By the end of week 4, I seemed to have natural appetite suppression and a conscious control over how I chose to respond to hunger signals. That is one of the first stages. I might still have had a feeling of tiredness or fatigue if I didn’t eat for a while (such as my first 30-hour fast*, which was at the end of week 4), but I could actually DO the fast.
[*Note: fasting is not necessary, but it was out of convenience - I had breakfast one day but didn’t have time for lunch and worked late, so I decided to skip dinner and just go to bed, and then when I got up the next day I discovered I could keep going until lunch time. I was like a kid playing with his newly discovered superpower.]
Probably by weeks 8 - 10 or so when I started to feel like I had normal energy levels all of the time regardless of when, how much, or what type of food I had eaten, and could easily skip meals for convenience and go for 24 hours between meals if I wanted to without it taking much effort.
It’s a continuous process. I’m in week 21 now and getting close to what I assume is being fully fat adapted. It’s weird, really, the sensation, when you take time to stop and notice it, of having total conscious control over your eating behavior.
There is a paradox of weight management which says “Why would a fat person ever be hungry?” because since he/she has enough stored energy, why would they feel a need to eat more? Why doesn’t the presence of body fat turn off the hunger signals?
When you are fat adapted, the paradox is resolved. You have created the metabolic changes needed to easily burn stored (or eaten) fat, so your body just dips into those reserves without complaint, whenever it needs the energy. It no longer has the “Oh crap, I’m starving, make the brain find me food” response.
I really am almost never really HUNGRY any more. That makes me able to use food as a tool for health management rather than a substance that I crave or am compelled to eat. Meaning I choose when to eat, what to eat, based on healthy food choices, proper amounts, and what fits with my schedule.
When you get to where you can do that naturally, without a feeling of being deprived, hungry, or fatigued, that’s probably where full fat adaptation would come in.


• [WHAT TO WORK ON] Your copy should match the entries exactly, with the pictures left out.

• [EXCERPTED DATA]
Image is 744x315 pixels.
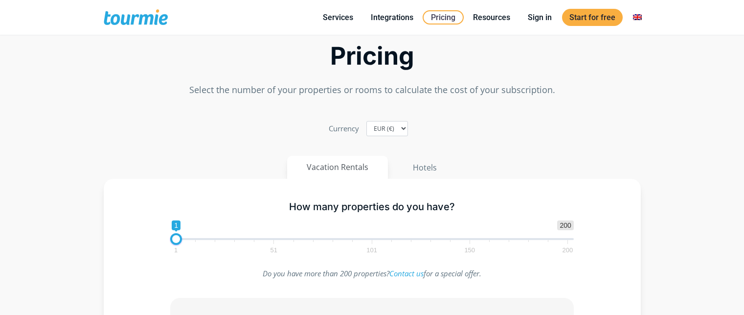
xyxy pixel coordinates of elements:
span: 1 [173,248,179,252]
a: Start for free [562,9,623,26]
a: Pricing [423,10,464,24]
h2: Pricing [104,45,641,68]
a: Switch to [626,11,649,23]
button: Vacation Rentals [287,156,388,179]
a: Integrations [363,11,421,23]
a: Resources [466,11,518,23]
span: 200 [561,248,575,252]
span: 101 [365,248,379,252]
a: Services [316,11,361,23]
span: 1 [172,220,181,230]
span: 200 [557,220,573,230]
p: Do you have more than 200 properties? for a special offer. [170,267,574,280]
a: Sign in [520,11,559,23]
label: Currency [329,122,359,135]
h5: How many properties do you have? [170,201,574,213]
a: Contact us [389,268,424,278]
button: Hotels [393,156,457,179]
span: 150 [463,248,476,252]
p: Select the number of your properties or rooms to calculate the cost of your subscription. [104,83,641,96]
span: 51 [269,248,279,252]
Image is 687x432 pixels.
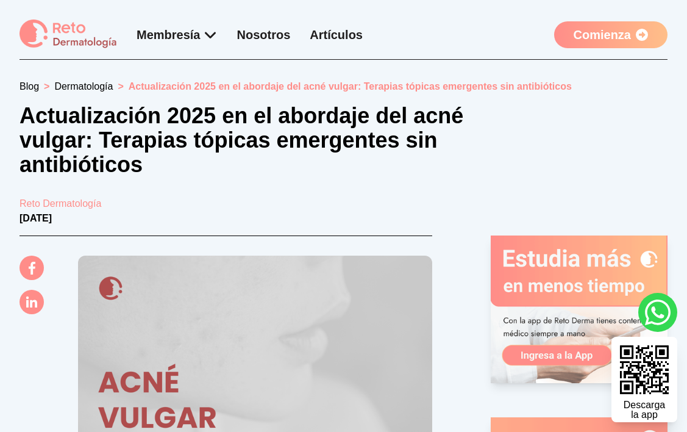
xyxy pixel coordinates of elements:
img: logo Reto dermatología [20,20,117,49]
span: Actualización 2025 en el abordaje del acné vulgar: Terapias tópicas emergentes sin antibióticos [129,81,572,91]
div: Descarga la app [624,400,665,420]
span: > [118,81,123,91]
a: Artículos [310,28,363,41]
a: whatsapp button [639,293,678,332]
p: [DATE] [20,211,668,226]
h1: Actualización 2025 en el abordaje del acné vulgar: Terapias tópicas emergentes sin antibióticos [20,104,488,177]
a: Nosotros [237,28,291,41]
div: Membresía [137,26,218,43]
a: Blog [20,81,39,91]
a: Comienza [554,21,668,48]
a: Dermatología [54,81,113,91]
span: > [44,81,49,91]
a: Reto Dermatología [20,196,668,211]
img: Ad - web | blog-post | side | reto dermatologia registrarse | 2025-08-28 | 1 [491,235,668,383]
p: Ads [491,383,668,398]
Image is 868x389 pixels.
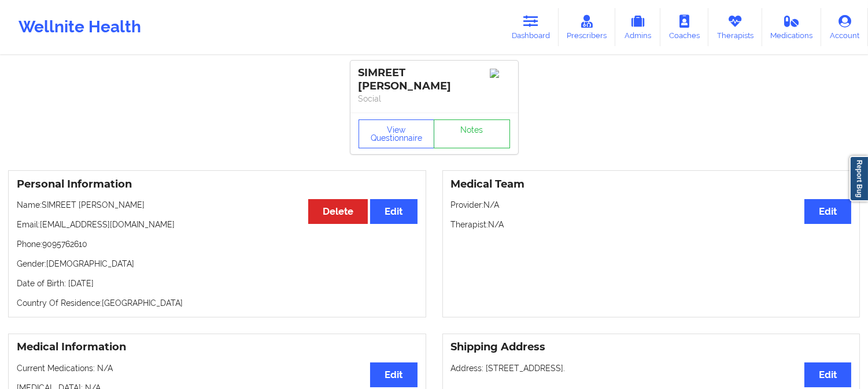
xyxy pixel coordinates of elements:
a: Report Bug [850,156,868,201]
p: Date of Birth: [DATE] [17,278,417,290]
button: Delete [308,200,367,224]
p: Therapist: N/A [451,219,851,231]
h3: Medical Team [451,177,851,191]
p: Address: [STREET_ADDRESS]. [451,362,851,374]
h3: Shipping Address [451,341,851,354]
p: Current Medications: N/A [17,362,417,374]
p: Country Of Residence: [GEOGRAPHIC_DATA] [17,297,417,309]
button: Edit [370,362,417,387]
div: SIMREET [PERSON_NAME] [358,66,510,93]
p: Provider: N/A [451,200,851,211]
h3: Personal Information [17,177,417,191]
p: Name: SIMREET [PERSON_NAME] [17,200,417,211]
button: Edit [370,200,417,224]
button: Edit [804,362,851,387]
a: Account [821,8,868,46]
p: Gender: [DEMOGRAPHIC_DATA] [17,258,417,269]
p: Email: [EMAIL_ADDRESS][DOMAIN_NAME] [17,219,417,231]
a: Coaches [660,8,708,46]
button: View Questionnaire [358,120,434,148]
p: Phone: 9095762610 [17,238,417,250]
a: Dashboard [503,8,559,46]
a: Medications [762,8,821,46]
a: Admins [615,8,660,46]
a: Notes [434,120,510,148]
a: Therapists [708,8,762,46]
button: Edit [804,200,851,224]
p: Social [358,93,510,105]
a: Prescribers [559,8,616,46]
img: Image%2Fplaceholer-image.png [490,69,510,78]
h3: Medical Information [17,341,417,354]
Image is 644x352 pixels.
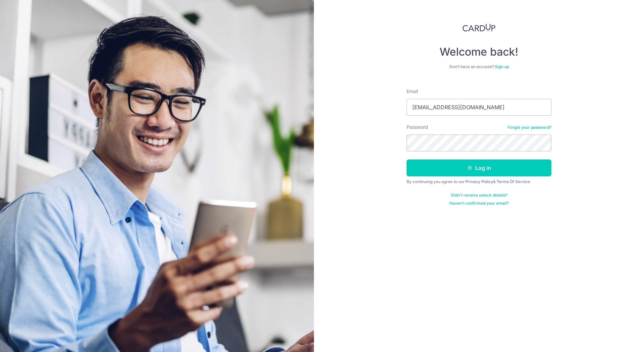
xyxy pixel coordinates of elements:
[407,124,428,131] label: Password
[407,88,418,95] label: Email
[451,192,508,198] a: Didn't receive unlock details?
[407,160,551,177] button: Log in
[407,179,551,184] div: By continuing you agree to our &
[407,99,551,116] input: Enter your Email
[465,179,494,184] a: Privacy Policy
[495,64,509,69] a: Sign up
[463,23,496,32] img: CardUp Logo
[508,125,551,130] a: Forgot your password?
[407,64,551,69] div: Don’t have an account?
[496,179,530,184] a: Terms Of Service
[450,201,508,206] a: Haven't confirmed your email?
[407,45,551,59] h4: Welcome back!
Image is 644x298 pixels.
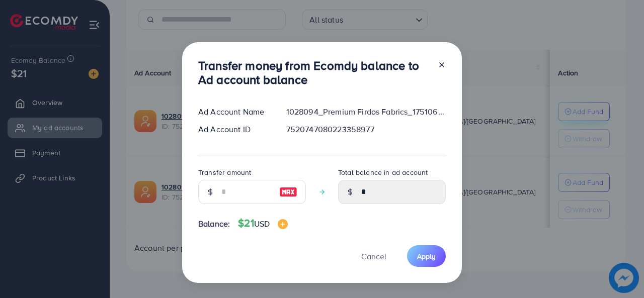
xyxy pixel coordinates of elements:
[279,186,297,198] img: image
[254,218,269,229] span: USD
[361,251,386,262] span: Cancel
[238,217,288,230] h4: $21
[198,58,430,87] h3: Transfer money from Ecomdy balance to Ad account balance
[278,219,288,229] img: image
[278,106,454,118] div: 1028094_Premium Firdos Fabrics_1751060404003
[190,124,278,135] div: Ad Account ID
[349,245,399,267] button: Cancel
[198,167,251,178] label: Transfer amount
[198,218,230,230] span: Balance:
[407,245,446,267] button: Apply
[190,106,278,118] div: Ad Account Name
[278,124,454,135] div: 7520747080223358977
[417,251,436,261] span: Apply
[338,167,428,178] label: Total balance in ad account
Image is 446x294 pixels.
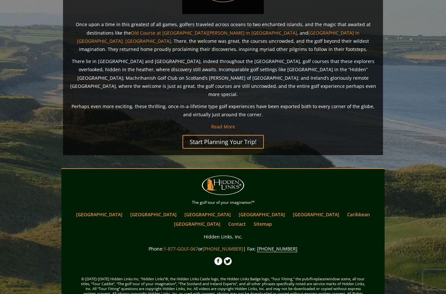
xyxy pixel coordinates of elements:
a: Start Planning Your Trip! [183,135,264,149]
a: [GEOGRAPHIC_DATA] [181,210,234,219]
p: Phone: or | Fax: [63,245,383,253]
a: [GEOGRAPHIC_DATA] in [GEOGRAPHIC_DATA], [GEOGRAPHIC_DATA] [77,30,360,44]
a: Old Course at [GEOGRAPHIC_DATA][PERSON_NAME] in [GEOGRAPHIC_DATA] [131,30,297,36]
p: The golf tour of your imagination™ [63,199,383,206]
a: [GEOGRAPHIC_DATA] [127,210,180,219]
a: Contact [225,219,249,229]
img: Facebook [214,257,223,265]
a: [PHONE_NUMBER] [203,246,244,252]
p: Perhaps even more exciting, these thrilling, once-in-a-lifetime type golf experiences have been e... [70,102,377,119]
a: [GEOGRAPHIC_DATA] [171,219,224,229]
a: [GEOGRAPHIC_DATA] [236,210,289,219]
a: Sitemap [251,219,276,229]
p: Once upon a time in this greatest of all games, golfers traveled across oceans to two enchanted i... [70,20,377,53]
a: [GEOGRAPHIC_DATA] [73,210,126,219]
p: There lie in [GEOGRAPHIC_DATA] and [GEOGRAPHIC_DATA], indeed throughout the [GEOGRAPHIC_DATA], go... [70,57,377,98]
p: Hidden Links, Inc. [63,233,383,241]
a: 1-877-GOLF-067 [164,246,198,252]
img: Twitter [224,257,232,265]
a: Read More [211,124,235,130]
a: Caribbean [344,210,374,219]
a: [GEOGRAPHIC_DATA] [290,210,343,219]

• [ANSWER SPACE]
Image is 744x315 pixels.
xyxy pixel coordinates of elements:
span: 1 [173,248,179,252]
a: Start for free [562,9,623,26]
a: Pricing [423,10,464,24]
h2: Pricing [104,45,641,68]
a: Switch to [626,11,649,23]
button: Vacation Rentals [287,156,388,179]
a: Integrations [363,11,421,23]
a: Resources [466,11,518,23]
span: 200 [561,248,575,252]
span: 101 [365,248,379,252]
a: Services [316,11,361,23]
span: 1 [172,220,181,230]
span: 200 [557,220,573,230]
p: Do you have more than 200 properties? for a special offer. [170,267,574,280]
a: Sign in [520,11,559,23]
label: Currency [329,122,359,135]
h5: How many properties do you have? [170,201,574,213]
a: Contact us [389,268,424,278]
button: Hotels [393,156,457,179]
span: 150 [463,248,476,252]
p: Select the number of your properties or rooms to calculate the cost of your subscription. [104,83,641,96]
span: 51 [269,248,279,252]
Image is 687x432 pixels.
xyxy pixel coordinates of elements:
img: logo Reto dermatología [20,20,117,49]
span: Actualización 2025 en el abordaje del acné vulgar: Terapias tópicas emergentes sin antibióticos [129,81,572,91]
div: Descarga la app [624,400,665,420]
span: > [118,81,123,91]
a: Artículos [310,28,363,41]
a: whatsapp button [639,293,678,332]
p: [DATE] [20,211,668,226]
h1: Actualización 2025 en el abordaje del acné vulgar: Terapias tópicas emergentes sin antibióticos [20,104,488,177]
a: Nosotros [237,28,291,41]
div: Membresía [137,26,218,43]
a: Blog [20,81,39,91]
a: Comienza [554,21,668,48]
a: Dermatología [54,81,113,91]
span: > [44,81,49,91]
a: Reto Dermatología [20,196,668,211]
img: Ad - web | blog-post | side | reto dermatologia registrarse | 2025-08-28 | 1 [491,235,668,383]
p: Ads [491,383,668,398]
Image is 868x389 pixels.
xyxy pixel coordinates of elements:
a: Report Bug [850,156,868,201]
p: Date of Birth: [DATE] [17,278,417,290]
button: Delete [308,200,367,224]
p: Therapist: N/A [451,219,851,231]
h3: Medical Team [451,177,851,191]
p: Address: [STREET_ADDRESS]. [451,362,851,374]
h3: Shipping Address [451,341,851,354]
p: Current Medications: N/A [17,362,417,374]
p: Country Of Residence: [GEOGRAPHIC_DATA] [17,297,417,309]
button: Edit [370,362,417,387]
div: SIMREET [PERSON_NAME] [358,66,510,93]
p: Provider: N/A [451,200,851,211]
h3: Personal Information [17,177,417,191]
p: Name: SIMREET [PERSON_NAME] [17,200,417,211]
button: Edit [370,200,417,224]
button: Edit [804,362,851,387]
a: Account [821,8,868,46]
p: Gender: [DEMOGRAPHIC_DATA] [17,258,417,269]
p: Email: [EMAIL_ADDRESS][DOMAIN_NAME] [17,219,417,231]
a: Coaches [660,8,708,46]
button: View Questionnaire [358,120,434,148]
p: Phone: 9095762610 [17,238,417,250]
a: Dashboard [503,8,559,46]
a: Medications [762,8,821,46]
a: Admins [615,8,660,46]
a: Notes [434,120,510,148]
a: Therapists [708,8,762,46]
button: Edit [804,200,851,224]
p: Social [358,93,510,105]
a: Prescribers [559,8,616,46]
img: Image%2Fplaceholer-image.png [490,69,510,78]
h3: Medical Information [17,341,417,354]
Image is 644x352 pixels.
xyxy pixel coordinates of elements:
[407,124,428,131] label: Password
[407,88,418,95] label: Email
[451,192,508,198] a: Didn't receive unlock details?
[407,160,551,177] button: Log in
[407,179,551,184] div: By continuing you agree to our &
[407,99,551,116] input: Enter your Email
[465,179,494,184] a: Privacy Policy
[495,64,509,69] a: Sign up
[463,23,496,32] img: CardUp Logo
[508,125,551,130] a: Forgot your password?
[407,64,551,69] div: Don’t have an account?
[496,179,530,184] a: Terms Of Service
[450,201,508,206] a: Haven't confirmed your email?
[407,45,551,59] h4: Welcome back!
Image is 644x298 pixels.
xyxy pixel coordinates of elements:
[279,186,297,198] img: image
[254,218,269,229] span: USD
[361,251,386,262] span: Cancel
[238,217,288,230] h4: $21
[198,58,430,87] h3: Transfer money from Ecomdy balance to Ad account balance
[278,219,288,229] img: image
[278,106,454,118] div: 1028094_Premium Firdos Fabrics_1751060404003
[190,124,278,135] div: Ad Account ID
[349,245,399,267] button: Cancel
[198,167,251,178] label: Transfer amount
[198,218,230,230] span: Balance:
[407,245,446,267] button: Apply
[190,106,278,118] div: Ad Account Name
[278,124,454,135] div: 7520747080223358977
[417,251,436,261] span: Apply
[338,167,428,178] label: Total balance in ad account
Image is 446x294 pixels.
xyxy pixel coordinates of elements:
a: Start Planning Your Trip! [183,135,264,149]
a: [GEOGRAPHIC_DATA] [181,210,234,219]
p: Phone: or | Fax: [63,245,383,253]
a: [GEOGRAPHIC_DATA] in [GEOGRAPHIC_DATA], [GEOGRAPHIC_DATA] [77,30,360,44]
a: Old Course at [GEOGRAPHIC_DATA][PERSON_NAME] in [GEOGRAPHIC_DATA] [131,30,297,36]
p: The golf tour of your imagination™ [63,199,383,206]
a: [GEOGRAPHIC_DATA] [127,210,180,219]
a: Contact [225,219,249,229]
img: Facebook [214,257,223,265]
a: [PHONE_NUMBER] [203,246,244,252]
p: Perhaps even more exciting, these thrilling, once-in-a-lifetime type golf experiences have been e... [70,102,377,119]
a: [GEOGRAPHIC_DATA] [171,219,224,229]
a: [GEOGRAPHIC_DATA] [236,210,289,219]
a: Sitemap [251,219,276,229]
p: Once upon a time in this greatest of all games, golfers traveled across oceans to two enchanted i... [70,20,377,53]
a: [GEOGRAPHIC_DATA] [73,210,126,219]
p: There lie in [GEOGRAPHIC_DATA] and [GEOGRAPHIC_DATA], indeed throughout the [GEOGRAPHIC_DATA], go... [70,57,377,98]
p: Hidden Links, Inc. [63,233,383,241]
a: 1-877-GOLF-067 [164,246,198,252]
img: Twitter [224,257,232,265]
a: Read More [211,124,235,130]
a: Caribbean [344,210,374,219]
a: [GEOGRAPHIC_DATA] [290,210,343,219]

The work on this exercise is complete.